The meetings drew supporters on both sides of the issue. Monday night's meeting drew several spectators who wore signs that read "I support school choice. Give District 6 a proposal."

Parent Sherene Betances, wore on one of the pro-school choice stickers. Betances, who lives on Bennett and 190th Street and have four children, said that she came to support dezoning after her children were denied entrance to P.S. 187.

"They don't allow my kids because of the zone," said Betances. "But I've got a friend who lives very far away, her last name is Smith and she got in. What do you think? Where's the zone over there?"

"Zoning for me means the haves and the have nots," said Evelyn Roman-Lanzen, the PTA president at the Mott Hall Middle School in Harlem. "In our community if you can see in the room, the people that were pro-keeping their zone are the people that have it cushiony and comfy."

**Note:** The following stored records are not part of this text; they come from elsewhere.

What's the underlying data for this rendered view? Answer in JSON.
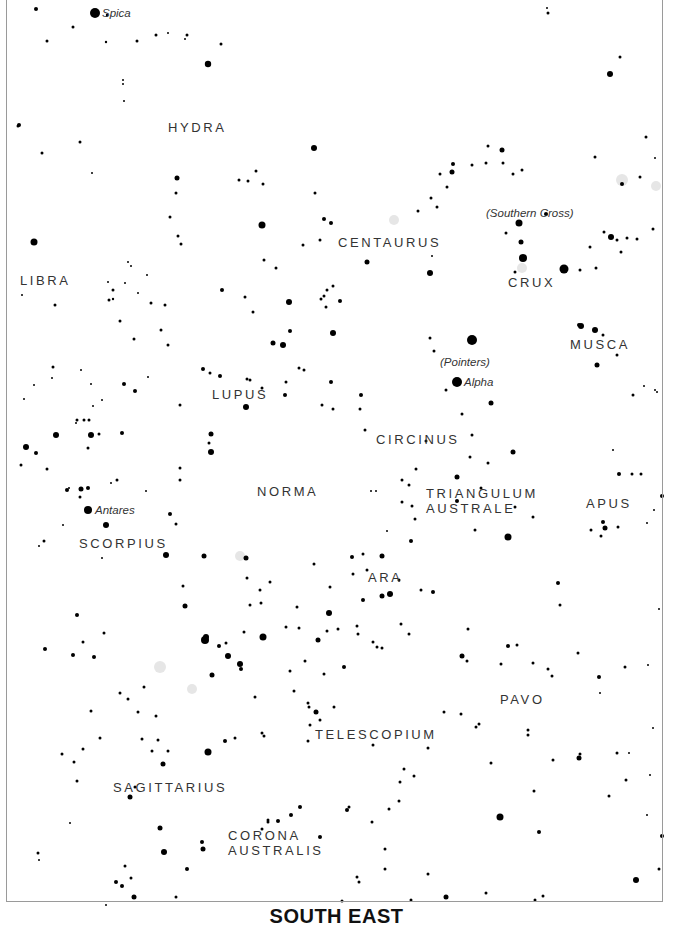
{
  "title": "SOUTH EAST",
  "colors": {
    "star": "#000000",
    "label": "#333333",
    "frame": "#9a9a9a",
    "nebula": "#e6e6e6"
  },
  "constellations": [
    {
      "name": "HYDRA",
      "x": 168,
      "y": 120
    },
    {
      "name": "LIBRA",
      "x": 20,
      "y": 273
    },
    {
      "name": "CENTAURUS",
      "x": 338,
      "y": 235
    },
    {
      "name": "CRUX",
      "x": 508,
      "y": 275
    },
    {
      "name": "MUSCA",
      "x": 570,
      "y": 337
    },
    {
      "name": "LUPUS",
      "x": 212,
      "y": 387
    },
    {
      "name": "CIRCINUS",
      "x": 376,
      "y": 432
    },
    {
      "name": "NORMA",
      "x": 257,
      "y": 484
    },
    {
      "name": "TRIANGULUM\nAUSTRALE",
      "x": 426,
      "y": 486
    },
    {
      "name": "APUS",
      "x": 586,
      "y": 496
    },
    {
      "name": "SCORPIUS",
      "x": 79,
      "y": 536
    },
    {
      "name": "ARA",
      "x": 368,
      "y": 570
    },
    {
      "name": "PAVO",
      "x": 500,
      "y": 692
    },
    {
      "name": "TELESCOPIUM",
      "x": 315,
      "y": 727
    },
    {
      "name": "SAGITTARIUS",
      "x": 113,
      "y": 780
    },
    {
      "name": "CORONA\nAUSTRALIS",
      "x": 228,
      "y": 828
    }
  ],
  "named_stars": [
    {
      "name": "Spica",
      "x": 102,
      "y": 7
    },
    {
      "name": "(Southern Cross)",
      "x": 486,
      "y": 207
    },
    {
      "name": "(Pointers)",
      "x": 440,
      "y": 356
    },
    {
      "name": "Alpha",
      "x": 464,
      "y": 376
    },
    {
      "name": "Antares",
      "x": 95,
      "y": 504
    }
  ],
  "nebulae": [
    [
      394,
      220,
      5
    ],
    [
      622,
      180,
      6
    ],
    [
      656,
      186,
      5
    ],
    [
      522,
      268,
      5
    ],
    [
      160,
      667,
      6
    ],
    [
      192,
      689,
      5
    ],
    [
      240,
      556,
      5
    ]
  ],
  "stars": [
    [
      95,
      13,
      5
    ],
    [
      36,
      9,
      2
    ],
    [
      107,
      15,
      1.2
    ],
    [
      73,
      27,
      1.5
    ],
    [
      47,
      41,
      1.5
    ],
    [
      106,
      42,
      1.2
    ],
    [
      137,
      41,
      1.5
    ],
    [
      156,
      35,
      1.5
    ],
    [
      187,
      35,
      1.5
    ],
    [
      168,
      33,
      1
    ],
    [
      185,
      39,
      1
    ],
    [
      208,
      64,
      3.2
    ],
    [
      124,
      101,
      1
    ],
    [
      123,
      80,
      1
    ],
    [
      123,
      84,
      1
    ],
    [
      221,
      44,
      1.5
    ],
    [
      18,
      126,
      1.5
    ],
    [
      42,
      153,
      1.5
    ],
    [
      80,
      142,
      1.5
    ],
    [
      92,
      173,
      1
    ],
    [
      19,
      125,
      2
    ],
    [
      34,
      242,
      3.5
    ],
    [
      109,
      300,
      1.5
    ],
    [
      113,
      290,
      1.5
    ],
    [
      113,
      299,
      1.2
    ],
    [
      128,
      262,
      1
    ],
    [
      131,
      266,
      1
    ],
    [
      147,
      275,
      1
    ],
    [
      177,
      178,
      2.5
    ],
    [
      176,
      193,
      1.5
    ],
    [
      170,
      217,
      1.5
    ],
    [
      178,
      236,
      1.5
    ],
    [
      181,
      244,
      1.5
    ],
    [
      239,
      180,
      1.5
    ],
    [
      248,
      181,
      1.5
    ],
    [
      256,
      171,
      1.5
    ],
    [
      263,
      184,
      1.5
    ],
    [
      262,
      225,
      3.5
    ],
    [
      264,
      260,
      1.5
    ],
    [
      276,
      268,
      1.5
    ],
    [
      314,
      148,
      3
    ],
    [
      331,
      223,
      2
    ],
    [
      324,
      219,
      2
    ],
    [
      320,
      240,
      1.5
    ],
    [
      303,
      245,
      1.5
    ],
    [
      289,
      302,
      3
    ],
    [
      315,
      193,
      1.5
    ],
    [
      367,
      262,
      2.5
    ],
    [
      430,
      273,
      3
    ],
    [
      432,
      256,
      1
    ],
    [
      452,
      172,
      2.5
    ],
    [
      453,
      164,
      2
    ],
    [
      472,
      165,
      1.5
    ],
    [
      486,
      163,
      1.5
    ],
    [
      503,
      163,
      1.5
    ],
    [
      502,
      150,
      2.5
    ],
    [
      522,
      170,
      1.5
    ],
    [
      546,
      214,
      2
    ],
    [
      519,
      223,
      3.5
    ],
    [
      506,
      233,
      1.5
    ],
    [
      521,
      242,
      2.5
    ],
    [
      523,
      258,
      4
    ],
    [
      515,
      272,
      1.5
    ],
    [
      564,
      269,
      4.5
    ],
    [
      580,
      270,
      1.5
    ],
    [
      596,
      268,
      1.5
    ],
    [
      590,
      247,
      1.5
    ],
    [
      617,
      240,
      1.5
    ],
    [
      611,
      237,
      3
    ],
    [
      604,
      232,
      1.5
    ],
    [
      621,
      252,
      1.5
    ],
    [
      627,
      238,
      1.5
    ],
    [
      637,
      239,
      1.5
    ],
    [
      653,
      229,
      1.5
    ],
    [
      622,
      184,
      2
    ],
    [
      640,
      177,
      1.5
    ],
    [
      646,
      137,
      1.5
    ],
    [
      655,
      158,
      1
    ],
    [
      610,
      74,
      3
    ],
    [
      620,
      57,
      1.5
    ],
    [
      548,
      13,
      1.5
    ],
    [
      547,
      8,
      1
    ],
    [
      595,
      157,
      1.5
    ],
    [
      488,
      146,
      1.5
    ],
    [
      513,
      174,
      1.5
    ],
    [
      418,
      211,
      1.5
    ],
    [
      431,
      198,
      1.5
    ],
    [
      437,
      207,
      1.5
    ],
    [
      440,
      174,
      1.5
    ],
    [
      447,
      187,
      1.5
    ],
    [
      472,
      340,
      5
    ],
    [
      457,
      382,
      5
    ],
    [
      491,
      403,
      2.5
    ],
    [
      434,
      351,
      1.5
    ],
    [
      430,
      338,
      1.5
    ],
    [
      446,
      390,
      1.5
    ],
    [
      462,
      414,
      1.5
    ],
    [
      361,
      395,
      2
    ],
    [
      360,
      409,
      1.5
    ],
    [
      365,
      430,
      1.5
    ],
    [
      426,
      441,
      1.5
    ],
    [
      472,
      435,
      1.5
    ],
    [
      470,
      457,
      1.5
    ],
    [
      513,
      452,
      2.5
    ],
    [
      488,
      463,
      1.5
    ],
    [
      457,
      477,
      2.5
    ],
    [
      457,
      501,
      2
    ],
    [
      508,
      537,
      3.5
    ],
    [
      515,
      507,
      1.5
    ],
    [
      533,
      517,
      1.5
    ],
    [
      579,
      325,
      2
    ],
    [
      581,
      326,
      3
    ],
    [
      595,
      330,
      3
    ],
    [
      597,
      365,
      2.5
    ],
    [
      617,
      355,
      1.5
    ],
    [
      633,
      395,
      1.5
    ],
    [
      657,
      392,
      1
    ],
    [
      662,
      496,
      2
    ],
    [
      619,
      474,
      2
    ],
    [
      632,
      474,
      1.5
    ],
    [
      641,
      474,
      1.5
    ],
    [
      603,
      522,
      2
    ],
    [
      605,
      528,
      2.5
    ],
    [
      591,
      530,
      1.5
    ],
    [
      603,
      335,
      1.5
    ],
    [
      333,
      333,
      3
    ],
    [
      290,
      331,
      2
    ],
    [
      273,
      343,
      2.5
    ],
    [
      283,
      345,
      3
    ],
    [
      321,
      299,
      1.5
    ],
    [
      324,
      296,
      1.5
    ],
    [
      327,
      290,
      1.5
    ],
    [
      340,
      301,
      2
    ],
    [
      326,
      307,
      1.5
    ],
    [
      333,
      286,
      1.5
    ],
    [
      299,
      368,
      1.5
    ],
    [
      304,
      370,
      1.5
    ],
    [
      331,
      382,
      2
    ],
    [
      333,
      409,
      1.5
    ],
    [
      322,
      405,
      1.5
    ],
    [
      285,
      395,
      2
    ],
    [
      286,
      382,
      1.5
    ],
    [
      246,
      407,
      3
    ],
    [
      250,
      380,
      1.5
    ],
    [
      247,
      379,
      1.5
    ],
    [
      262,
      388,
      1.5
    ],
    [
      220,
      376,
      2
    ],
    [
      203,
      369,
      2
    ],
    [
      210,
      373,
      1.5
    ],
    [
      222,
      290,
      2
    ],
    [
      245,
      297,
      1.5
    ],
    [
      253,
      312,
      1.5
    ],
    [
      211,
      452,
      3
    ],
    [
      211,
      434,
      2.5
    ],
    [
      209,
      443,
      1.5
    ],
    [
      180,
      468,
      1.5
    ],
    [
      180,
      480,
      1.5
    ],
    [
      124,
      384,
      2
    ],
    [
      135,
      391,
      2
    ],
    [
      148,
      377,
      1
    ],
    [
      151,
      303,
      1.5
    ],
    [
      165,
      305,
      1.5
    ],
    [
      161,
      330,
      1.5
    ],
    [
      180,
      405,
      1.5
    ],
    [
      56,
      435,
      3
    ],
    [
      91,
      435,
      3
    ],
    [
      122,
      433,
      2
    ],
    [
      26,
      447,
      3
    ],
    [
      36,
      453,
      2
    ],
    [
      21,
      465,
      1.5
    ],
    [
      81,
      489,
      2.5
    ],
    [
      67,
      490,
      2
    ],
    [
      88,
      488,
      2
    ],
    [
      80,
      497,
      1.5
    ],
    [
      69,
      488,
      1
    ],
    [
      84,
      420,
      1.5
    ],
    [
      77,
      420,
      1.5
    ],
    [
      89,
      420,
      1.5
    ],
    [
      99,
      434,
      1.5
    ],
    [
      88,
      448,
      1.5
    ],
    [
      76,
      423,
      1
    ],
    [
      24,
      399,
      1
    ],
    [
      34,
      385,
      1
    ],
    [
      117,
      480,
      1.5
    ],
    [
      111,
      483,
      1
    ],
    [
      47,
      469,
      1.5
    ],
    [
      88,
      510,
      4
    ],
    [
      106,
      525,
      3
    ],
    [
      170,
      514,
      2
    ],
    [
      176,
      524,
      1.5
    ],
    [
      146,
      491,
      1
    ],
    [
      166,
      555,
      3
    ],
    [
      204,
      556,
      2.5
    ],
    [
      246,
      558,
      2.5
    ],
    [
      44,
      541,
      1.5
    ],
    [
      63,
      525,
      1
    ],
    [
      102,
      558,
      1
    ],
    [
      39,
      546,
      1
    ],
    [
      102,
      400,
      1
    ],
    [
      93,
      406,
      1
    ],
    [
      55,
      305,
      1.5
    ],
    [
      53,
      367,
      1.5
    ],
    [
      52,
      378,
      1
    ],
    [
      22,
      295,
      1
    ],
    [
      108,
      282,
      1
    ],
    [
      125,
      283,
      1
    ],
    [
      138,
      293,
      1
    ],
    [
      120,
      321,
      1.5
    ],
    [
      81,
      370,
      1
    ],
    [
      91,
      384,
      1
    ],
    [
      134,
      339,
      1.5
    ],
    [
      168,
      345,
      1.5
    ],
    [
      352,
      557,
      2
    ],
    [
      382,
      556,
      2.5
    ],
    [
      390,
      594,
      3
    ],
    [
      382,
      596,
      2.5
    ],
    [
      433,
      592,
      2
    ],
    [
      411,
      541,
      2
    ],
    [
      415,
      519,
      1.5
    ],
    [
      402,
      480,
      1.5
    ],
    [
      402,
      502,
      1.5
    ],
    [
      371,
      491,
      1
    ],
    [
      376,
      491,
      1
    ],
    [
      387,
      531,
      1
    ],
    [
      367,
      570,
      1.5
    ],
    [
      314,
      564,
      1.5
    ],
    [
      329,
      613,
      3
    ],
    [
      330,
      587,
      1.5
    ],
    [
      297,
      607,
      1.5
    ],
    [
      299,
      628,
      1.5
    ],
    [
      344,
      667,
      2
    ],
    [
      316,
      712,
      2.5
    ],
    [
      310,
      725,
      1.5
    ],
    [
      263,
      637,
      3.5
    ],
    [
      226,
      643,
      1.5
    ],
    [
      205,
      640,
      4
    ],
    [
      206,
      637,
      3
    ],
    [
      219,
      646,
      2
    ],
    [
      228,
      656,
      3
    ],
    [
      240,
      664,
      3
    ],
    [
      241,
      669,
      2
    ],
    [
      212,
      675,
      2.5
    ],
    [
      247,
      578,
      1.5
    ],
    [
      270,
      582,
      1.5
    ],
    [
      244,
      632,
      1.5
    ],
    [
      260,
      590,
      1.5
    ],
    [
      261,
      603,
      1.5
    ],
    [
      250,
      605,
      1.5
    ],
    [
      290,
      671,
      1.5
    ],
    [
      308,
      703,
      1.5
    ],
    [
      334,
      707,
      1.5
    ],
    [
      324,
      674,
      1.5
    ],
    [
      338,
      629,
      1.5
    ],
    [
      357,
      626,
      1.5
    ],
    [
      358,
      634,
      1.5
    ],
    [
      363,
      600,
      2
    ],
    [
      373,
      642,
      1.5
    ],
    [
      377,
      647,
      1.5
    ],
    [
      401,
      624,
      1.5
    ],
    [
      409,
      634,
      1.5
    ],
    [
      428,
      748,
      1.5
    ],
    [
      414,
      776,
      1.5
    ],
    [
      444,
      712,
      1.5
    ],
    [
      461,
      714,
      1.5
    ],
    [
      462,
      656,
      2.5
    ],
    [
      467,
      661,
      1.5
    ],
    [
      528,
      735,
      1.5
    ],
    [
      553,
      760,
      1.5
    ],
    [
      579,
      758,
      2.5
    ],
    [
      580,
      754,
      1.5
    ],
    [
      609,
      796,
      1.5
    ],
    [
      528,
      730,
      1.5
    ],
    [
      491,
      763,
      1.5
    ],
    [
      508,
      646,
      2
    ],
    [
      501,
      664,
      1.5
    ],
    [
      533,
      663,
      1.5
    ],
    [
      548,
      669,
      1.5
    ],
    [
      552,
      676,
      1.5
    ],
    [
      578,
      653,
      1.5
    ],
    [
      599,
      677,
      2
    ],
    [
      600,
      693,
      1
    ],
    [
      625,
      667,
      1.5
    ],
    [
      617,
      753,
      1.5
    ],
    [
      626,
      780,
      1.5
    ],
    [
      662,
      836,
      2
    ],
    [
      659,
      869,
      1.5
    ],
    [
      636,
      880,
      3
    ],
    [
      558,
      583,
      2
    ],
    [
      560,
      605,
      1.5
    ],
    [
      517,
      645,
      1.5
    ],
    [
      500,
      817,
      3.5
    ],
    [
      539,
      832,
      2
    ],
    [
      534,
      791,
      1.5
    ],
    [
      486,
      893,
      1.5
    ],
    [
      543,
      896,
      1.5
    ],
    [
      535,
      900,
      1.5
    ],
    [
      446,
      897,
      2.5
    ],
    [
      359,
      882,
      1.5
    ],
    [
      385,
      849,
      1.5
    ],
    [
      428,
      874,
      1.5
    ],
    [
      342,
      901,
      1.5
    ],
    [
      357,
      877,
      1.5
    ],
    [
      385,
      869,
      1.5
    ],
    [
      411,
      900,
      1.5
    ],
    [
      372,
      822,
      1.5
    ],
    [
      399,
      801,
      1.5
    ],
    [
      347,
      810,
      2
    ],
    [
      349,
      807,
      1.5
    ],
    [
      389,
      809,
      1.5
    ],
    [
      400,
      782,
      1.5
    ],
    [
      404,
      769,
      1.5
    ],
    [
      373,
      745,
      1.5
    ],
    [
      382,
      648,
      1.5
    ],
    [
      309,
      707,
      1.5
    ],
    [
      208,
      752,
      3.5
    ],
    [
      203,
      849,
      2.5
    ],
    [
      225,
      741,
      2
    ],
    [
      255,
      697,
      1.5
    ],
    [
      308,
      741,
      1.5
    ],
    [
      320,
      720,
      1.5
    ],
    [
      163,
      764,
      2.5
    ],
    [
      158,
      740,
      1.5
    ],
    [
      152,
      751,
      1.5
    ],
    [
      142,
      739,
      1.5
    ],
    [
      130,
      797,
      2.5
    ],
    [
      135,
      787,
      1.5
    ],
    [
      83,
      642,
      1.5
    ],
    [
      91,
      711,
      1.5
    ],
    [
      100,
      738,
      1.5
    ],
    [
      83,
      749,
      1.5
    ],
    [
      62,
      754,
      1.5
    ],
    [
      74,
      762,
      1.5
    ],
    [
      77,
      781,
      1.5
    ],
    [
      70,
      823,
      1
    ],
    [
      38,
      853,
      1.5
    ],
    [
      39,
      860,
      1
    ],
    [
      45,
      649,
      2
    ],
    [
      77,
      615,
      2
    ],
    [
      73,
      655,
      2
    ],
    [
      144,
      687,
      1.5
    ],
    [
      183,
      586,
      1.5
    ],
    [
      185,
      606,
      2.5
    ],
    [
      168,
      751,
      1.5
    ],
    [
      160,
      828,
      2.5
    ],
    [
      164,
      852,
      3
    ],
    [
      202,
      842,
      2
    ],
    [
      187,
      869,
      2
    ],
    [
      131,
      878,
      1.5
    ],
    [
      116,
      882,
      2
    ],
    [
      122,
      886,
      2
    ],
    [
      125,
      866,
      1.5
    ],
    [
      106,
      905,
      1
    ],
    [
      134,
      897,
      2.5
    ],
    [
      176,
      897,
      1.5
    ],
    [
      104,
      633,
      1.5
    ],
    [
      94,
      657,
      2
    ],
    [
      120,
      693,
      1.5
    ],
    [
      128,
      699,
      1.5
    ],
    [
      138,
      712,
      1.5
    ],
    [
      156,
      716,
      1.5
    ],
    [
      235,
      738,
      1.5
    ],
    [
      262,
      733,
      1.5
    ],
    [
      264,
      736,
      1.5
    ],
    [
      268,
      820,
      1.5
    ],
    [
      268,
      822,
      1.5
    ],
    [
      278,
      821,
      2
    ],
    [
      291,
      815,
      2
    ],
    [
      300,
      807,
      2
    ],
    [
      320,
      837,
      2
    ],
    [
      262,
      829,
      1.5
    ],
    [
      294,
      691,
      1.5
    ],
    [
      305,
      661,
      1.5
    ],
    [
      286,
      627,
      1.5
    ],
    [
      318,
      640,
      2.5
    ],
    [
      327,
      631,
      1.5
    ],
    [
      353,
      574,
      1.5
    ],
    [
      363,
      554,
      1.5
    ],
    [
      409,
      485,
      1.5
    ],
    [
      416,
      469,
      1.5
    ],
    [
      481,
      488,
      1.5
    ],
    [
      475,
      530,
      1.5
    ],
    [
      412,
      506,
      1.5
    ],
    [
      399,
      580,
      1.5
    ],
    [
      421,
      590,
      1.5
    ],
    [
      468,
      629,
      1.5
    ],
    [
      479,
      724,
      1.5
    ],
    [
      476,
      727,
      1.5
    ],
    [
      618,
      527,
      1.5
    ],
    [
      647,
      523,
      1
    ],
    [
      654,
      510,
      1
    ],
    [
      659,
      609,
      1
    ],
    [
      648,
      665,
      1
    ],
    [
      653,
      728,
      1
    ],
    [
      650,
      775,
      1
    ],
    [
      647,
      815,
      1
    ],
    [
      629,
      753,
      1
    ],
    [
      655,
      390,
      1
    ],
    [
      644,
      386,
      1
    ],
    [
      613,
      450,
      1
    ],
    [
      601,
      536,
      1.5
    ]
  ]
}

On Tuesday, several opponents came out with signs that read "D6 Parents need more time."

"I'm not comfortable with what I've heard," said Selina Greene, whose one-and-a-half-year-old son is zoned for P.S. 98. "The answers from the DOE put me more ill at ease than I was before."

"I heard a lot of baloney," said Shanny Moreno, whose children attend Muscota New School and JHS 52. "They're trying to make it a racial issue, that white people don't want blacks and latinos coming to schools. But the fact is they're breaking up communities."

"You have a zone, you move to that zone because you want to be in that school, you become part of that community. The minute you start to open it up to 30-60 blocks, you don't have a community."